Adjustment Methods and Principles

Over the decades since Photoshop’s first release, there have been many approaches to adjusting images with the tools it offers. In the early days, we had only destructive methods, those that truly alter the color numbers of the pixels. We ended up with many copies of images if we were cautious and feared we may need to go back to an earlier version. Currently, Photoshop offers many nondestructive methods for adjusting images or parts of them. We can readjust or unadjust at will. Sadly, many tips and tutorials you might find online continue to suggest techniques that are tedious and unnecessary. Only a very few Photoshop adjustments and functions still require these methods.

Almost all adjustments allow you to create time-saving presets that can be chosen from that adjustment’s preset menu. Use either the Properties panel menu (for adjustment layers) or the gear icon (for adjustments from the Image > Adjustments menu).

Best Practices

There are several general adjustment techniques, but some are better than others!

Direct to Pixels

When the active layer is either a Background or pixel layer, an old and usually unnecessary method of performing an adjustment is to go to Image > Adjustments and choose one of the listed adjustment types (outlined later in this chapter).

Unless you immediately undo such an action, there is no way to remove the adjustment or to even see which adjustment you just performed. A trick as old as this method is to duplicate the layer that needs such an adjustment. In this way, you can delete the adjusted layer should it prove to be problematic. This is almost never necessary! Read on for newer, better methods.

Adjustment Layers

In the previous chapter, I had a little bit to say about this: see “Adjustment Layers” (page 149). The key takeaway is that these allow us to affect many layers at once, not affect others, and to easily mask adjustments so they affect only the areas we wish them to. I will focus on this method since the most important adjustments can be applied this way.

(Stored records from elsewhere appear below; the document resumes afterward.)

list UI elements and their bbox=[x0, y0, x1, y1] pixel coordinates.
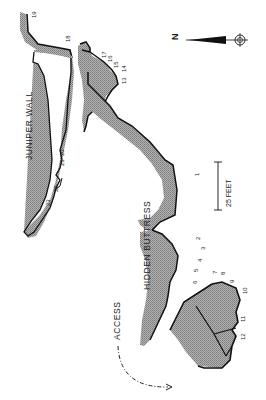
route-19: 19 bbox=[31, 11, 37, 18]
route-8: 8 bbox=[220, 271, 226, 275]
route-13: 13 bbox=[121, 77, 127, 84]
route-7: 7 bbox=[212, 270, 218, 274]
north-arrow-icon: N bbox=[170, 33, 248, 47]
route-6: 6 bbox=[192, 280, 198, 284]
route-3: 3 bbox=[200, 246, 206, 250]
hidden-buttress-rock bbox=[84, 72, 178, 346]
scale-bar: 25 FEET bbox=[214, 162, 232, 210]
route-9: 9 bbox=[229, 279, 235, 283]
route-12: 12 bbox=[240, 333, 246, 340]
route-1: 1 bbox=[194, 172, 200, 176]
route-18: 18 bbox=[65, 35, 71, 42]
access-label: ACCESS bbox=[112, 301, 122, 340]
route-4: 4 bbox=[197, 258, 203, 262]
route-5: 5 bbox=[193, 268, 199, 272]
scale-label: 25 FEET bbox=[225, 179, 232, 207]
north-label: N bbox=[170, 34, 180, 41]
route-20: 20 bbox=[59, 149, 65, 156]
route-14: 14 bbox=[121, 65, 127, 72]
route-15: 15 bbox=[113, 61, 119, 68]
right-block-rock bbox=[170, 282, 240, 368]
route-2: 2 bbox=[195, 236, 201, 240]
route-22: 22 bbox=[53, 185, 59, 192]
route-17: 17 bbox=[101, 51, 107, 58]
route-21: 21 bbox=[59, 159, 65, 166]
route-10: 10 bbox=[242, 287, 248, 294]
area-label-hidden-buttress: HIDDEN BUTTRESS bbox=[142, 201, 152, 290]
route-11: 11 bbox=[240, 315, 246, 322]
route-23: 23 bbox=[45, 199, 51, 206]
area-label-juniper-wall: JUNIPER WALL bbox=[24, 91, 34, 160]
topo-map: JUNIPER WALL HIDDEN BUTTRESS ACCESS N 25… bbox=[0, 0, 266, 400]
route-16: 16 bbox=[107, 55, 113, 62]
access-arrow bbox=[118, 346, 172, 390]
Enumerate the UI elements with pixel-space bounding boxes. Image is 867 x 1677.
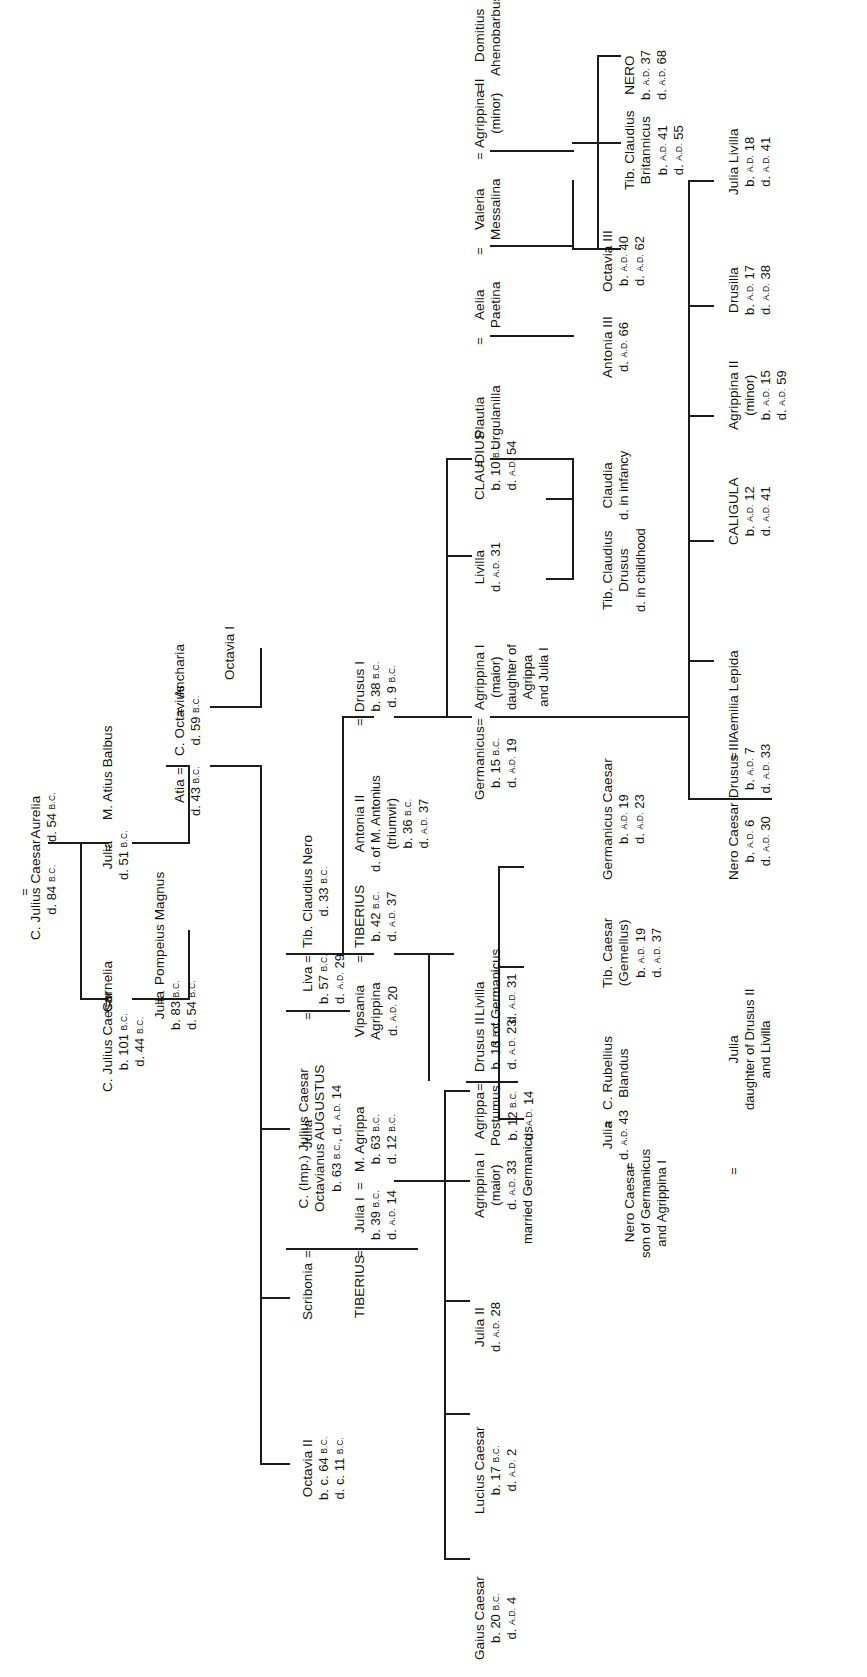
person-nero-caesar: Nero Caesar b. A.D. 6 d. A.D. 30 [726, 802, 774, 880]
person-name: Gaius Caesar [472, 1576, 488, 1660]
person-note-2: daughter of [504, 644, 520, 710]
person-death: d. A.D. 30 [758, 802, 774, 880]
person-name: Tib. Claudius Nero [300, 835, 316, 948]
person-death: d. A.D. 54 [504, 431, 520, 500]
connector [444, 1300, 470, 1302]
person-death: d. 12 B.C. [384, 1106, 400, 1172]
person-domitius-ahenobarbus: Domitius Ahenobarbus [472, 0, 505, 76]
person-name: Julia [726, 989, 742, 1110]
person-name: Pompeius Magnus [152, 872, 168, 985]
person-name-line1: Valeria [472, 178, 488, 240]
person-death: d. A.D. 37 [384, 885, 400, 948]
connector [394, 1180, 446, 1182]
person-julia-drusus-ii: Julia daughter of Drusus II and Livilla [726, 989, 774, 1110]
person-julia-ii: Julia II d. A.D. 28 [472, 1302, 504, 1352]
union-marker: = [300, 1012, 315, 1020]
person-birth: b. 101 B.C. [116, 991, 132, 1092]
person-livilla: Livilla d. A.D. 31 [472, 542, 504, 592]
person-note-1: son of Germanicus [638, 1149, 654, 1258]
person-valeria-messalina: Valeria Messalina [472, 178, 505, 240]
person-death: d. A.D. 28 [488, 1302, 504, 1352]
person-name-line2: Messalina [488, 178, 504, 240]
person-name-line1: Aelia [472, 282, 488, 329]
person-note-1: (maior) [488, 644, 504, 710]
person-birth: b. 63 B.C. [368, 1106, 384, 1172]
union-marker: = [472, 460, 487, 468]
union-marker: = [17, 888, 32, 896]
connector [688, 660, 714, 662]
person-death: d. A.D. 41 [758, 477, 774, 545]
person-note-1: daughter of Drusus II [742, 989, 758, 1110]
connector [260, 765, 262, 1465]
union-marker: = [472, 152, 487, 160]
connector [597, 142, 599, 248]
connector [444, 1090, 470, 1092]
person-birth: b. 36 B.C. [400, 775, 416, 872]
person-name-line2: Drusus [616, 528, 632, 612]
person-birth: b. A.D. 17 [742, 265, 758, 315]
connector [688, 540, 714, 542]
person-name: Antonia III [600, 316, 616, 378]
person-name: Julia Livilla [726, 128, 742, 195]
person-death: d. A.D. 41 [758, 128, 774, 195]
person-scribonia: Scribonia [300, 1263, 316, 1320]
person-death: d. A.D. 20 [385, 982, 401, 1040]
connector [444, 1558, 470, 1560]
person-death: d. A.D. 55 [671, 110, 687, 190]
person-agrippa-postumus: Agrippa Postumus b. 12 B.C. d. A.D. 14 [472, 1085, 537, 1146]
person-death: d. 33 B.C. [316, 835, 332, 948]
person-c-julius-caesar-elder: C. Julius Caesar d. 84 B.C. [28, 839, 60, 940]
person-birth: b. A.D. 6 [742, 802, 758, 880]
person-death: d. A.D. 37 [649, 918, 665, 988]
connector [446, 555, 472, 557]
person-death: d. 43 B.C. [188, 766, 204, 816]
connector [490, 150, 574, 152]
connector [597, 55, 599, 145]
person-death: d. A.D. 31 [504, 949, 520, 1048]
connector [394, 716, 448, 718]
person-aemilia-lepida: Aemilia Lepida [726, 650, 742, 740]
connector [446, 716, 472, 718]
person-death: d. A.D. 4 [504, 1576, 520, 1660]
person-name: M. Atius Balbus [100, 725, 116, 820]
person-octavia-i: Octavia I [222, 626, 238, 680]
connector [714, 798, 772, 800]
person-m-atius-balbus: M. Atius Balbus [100, 725, 116, 820]
person-name: Octavia III [600, 230, 616, 292]
person-pompeius-magnus: Pompeius Magnus [152, 872, 168, 985]
person-birth: b. A.D. 18 [742, 128, 758, 195]
person-note-2: and Livilla [758, 989, 774, 1110]
person-name: Octavia I [222, 626, 238, 680]
person-name: Octavia II [300, 1436, 316, 1500]
person-aurelia: Aurelia d. 54 B.C. [28, 792, 60, 842]
person-note-4: and Julia I [536, 644, 552, 710]
person-name-line1: Tib. Claudius [600, 528, 616, 612]
union-marker: = [472, 718, 487, 726]
person-julia-livilla: Julia Livilla b. A.D. 18 d. A.D. 41 [726, 128, 774, 195]
person-birth: b. 12 B.C. [505, 1085, 521, 1146]
person-birth: b. A.D. 19 [633, 918, 649, 988]
person-ancharia: Ancharia [172, 644, 188, 698]
union-marker: = [100, 1000, 115, 1008]
connector [498, 866, 524, 868]
person-livilla-germ: Livilla d. of Germanicus d. A.D. 31 [472, 949, 520, 1048]
union-marker: = [152, 996, 167, 1004]
connector [572, 180, 574, 248]
person-tib-claudius-drusus: Tib. Claudius Drusus d. in childhood [600, 528, 649, 612]
person-death: d. A.D. 2 [504, 1426, 520, 1514]
connector [572, 458, 574, 578]
person-name: NERO [622, 50, 638, 100]
person-note-1: d. of M. Antonius [368, 775, 384, 872]
person-name: Julia [600, 1110, 616, 1160]
person-note-2: and Agrippina I [654, 1149, 670, 1258]
person-death: d. A.D. 62 [632, 230, 648, 292]
person-birth: b. A.D. 37 [638, 50, 654, 100]
person-tib-caesar-gemellus: Tib. Caesar (Gemellus) b. A.D. 19 d. A.D… [600, 918, 665, 988]
person-julia-b83: Julia b. 83 B.C. d. 54 B.C. [152, 980, 200, 1030]
person-birth: b. A.D. 41 [655, 110, 671, 190]
person-name: Ancharia [172, 644, 188, 698]
person-c-rubellius-blandus: C. Rubellius Blandus [600, 1036, 633, 1110]
person-augustus: C. (Imp.) Julius Caesar Octavianus AUGUS… [296, 1065, 345, 1212]
person-name: Germanicus Caesar [600, 758, 616, 880]
family-tree-diagram: C. Julius Caesar d. 84 B.C. Aurelia d. 5… [0, 0, 867, 1677]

Adjustments as Smart Filters

When we have Smart Objects in our documents, we can use adjustment layers and we can also apply adjustments like we would filters. There’s at least one filter disguised as an adjustment and it hides in the Image > Adjustment menu: Shadows/Highlights. And there are filters, like the Camera Raw filter, that are very useful as adjustments! Both are best applied to Smart Objects, as they then become editable and removable Smart Filters.

Interestingly, nearly all the items in the Image > Adjustment menu can be applied this way. So my advice becomes more nuanced (some might pun, layered): if the layer is a pixel layer, don’t use that menu, but if you make it a Smart Object, feel free!

Histograms

Although a great deal of this chapter is about color, I have not forgotten that tone is where the details are. Indeed, I create many grayscale (aka, black-and-white) images. In these, we are careful to maintain gradation where it’s important. A picture of a bride in a white dress requires us to take pains to maintain highlight detail, whereas a portrait of a friend on a snowy slope may be more dramatic if we allow the snow to lose all detail as a field of white.

To monitor how many pixels may be completely white or black, if any, we can consult an image’s histogram. Imagine this image, composed of ~10,000 pixels:

Now, imagine we take all those pixels and carefully arrange them, each stack containing pixels of the same shade of gray. Since a standard grayscale image has up to 256 levels (shades of gray), we’d have up to that many stacks, with the darkest to the left, and lightest to the right:

In this histogram, the stacks are very tiny at each end, meaning there are very few pixels that are absolutely white or black with no detail. To use a technical word, few pixels are “clipped.”

If we wish to maintain either highlight or shadow detail in an image (or both), we should monitor the image for clipping. If the darkest or lightest pixels are some distance from the ends, our image may be lacking in contrast. Admittedly, in a photo of a foggy Seattle morning, all the pixels would be huddled near the middle of the histogram.

Since each color channel is a grayscale (black-and-white) image, each has a histogram and can be evaluated for contrast and clipping. Some adjustments show us these histograms (e.g., Levels and Curves). But we can see them at any time with the Histogram panel.

Get that panel by going to Window > Histogram. I like to adjust what it shows me by opening the panel menu and choosing either Expanded View or All Channels View, and selecting Colors from the Channel menu at the top of the panel. Just below the Channel menu, the three color channels are superimposed so we can discern each one. Clicking or dragging in the histogram shows data about those specific levels—not often needed, but you never know.

Bit Depth

I wrote earlier that images commonly have up to 256 levels of tone in each channel (0 to 255). Why that many? Because computers calculate with binary digits (zeros and ones, bits for short), and 8 bits provide 256 combinations. Photoshop can handle more: 16 bits/channel, for 65,536 levels or 32 bits (used differently), to give us an unlimited tonal range! This is good news, since many camera images use up to 16 bits/channel. This gives us silky transitions by preventing abrupt jumps in tone called “banding” or “posterization.” We also gain more latitude when adjusting.